Thursday, June 02, 2005

Bushworld according to Molly



She relates a horrendous story in such a clever, witty way. It's too bad that the story is still really scary at the end of her column!
As a longtime fan of both George Bushes' eccentric grasp of English, I naturally enjoyed this gem from W.: "See, in my line of work, you got to keep repeating things over and over and over again for the truth to sink in, to kind of catapult the propaganda." (Bush in Greece, N.Y., May 24, once more explaining his Social Security plan to a town hall meeting of perfectly average citizens, except they had all been pre-screened to allow only those who agree with him into the hall.)

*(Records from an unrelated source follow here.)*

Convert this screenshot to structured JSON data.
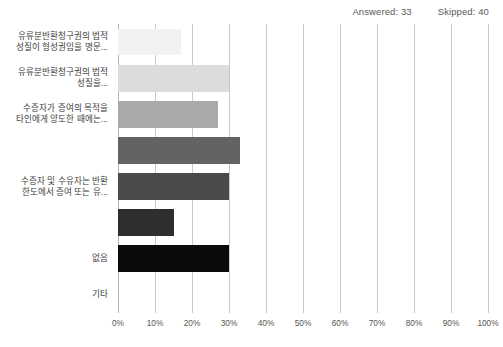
{
  "header": {
    "answered_label": "Answered: 33",
    "skipped_label": "Skipped: 40"
  },
  "chart_data": {
    "type": "bar",
    "orientation": "horizontal",
    "title": "",
    "xlabel": "",
    "ylabel": "",
    "xlim": [
      0,
      100
    ],
    "xtick_labels": [
      "0%",
      "10%",
      "20%",
      "30%",
      "40%",
      "50%",
      "60%",
      "70%",
      "80%",
      "90%",
      "100%"
    ],
    "xticks": [
      0,
      10,
      20,
      30,
      40,
      50,
      60,
      70,
      80,
      90,
      100
    ],
    "grid": true,
    "legend": "none",
    "categories": [
      "유류분반환청구권의 법적 성질이 형성권임을 명문...",
      "유류분반환청구권의 법적 성질을...",
      "수증자가 증여의 목적을 타인에게 양도한 때에는...",
      "",
      "수증자 및 수유자는 반환 한도에서 증여 또는 유...",
      "",
      "없음",
      "기타"
    ],
    "values": [
      17,
      30,
      27,
      33,
      30,
      15,
      30,
      0
    ],
    "bar_colors": [
      "#f2f2f2",
      "#dcdcdc",
      "#aaaaaa",
      "#636363",
      "#4a4a4a",
      "#2e2e2e",
      "#0a0a0a",
      "#000000"
    ]
  }
}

"Catapulting the propaganda" would explain his performance at the press opportunity that same day at which he appeared surrounded by babies born from frozen embryos. He used the phrase "culture of life" at least 27 dozen times (I think I exaggerate, but maybe not). "The use of federal dollars to destroy life is something I simply do not support," he said to the press the following day.

Meanwhile, back in Baghdad, federal dollars are being used to destroy life at pretty good clip because Bush decided to wage an entirely elective war against a country that presented little or no threat to us. And according to the Downing Street memo, he damn well knew it, too.

The destruction of life in Iraq is more dramatic than taking a blastocyst smaller than a pinpoint out of a petri dish. The 1,600 American dead so far -- not much culture of life there. The 15,000 wounded, many of them irreparably -- not so good there, either. Estimates of Iraqi civilian deaths are all over the lot -- a British medical journal claimed 100,000 last year, the Iraq Body Count website says between 21,000 and 25,000. The U.S./U.N. sanctions are widely believed to have killed hundreds of thousands, most of them babies, even after the Oil for Food Program was instituted.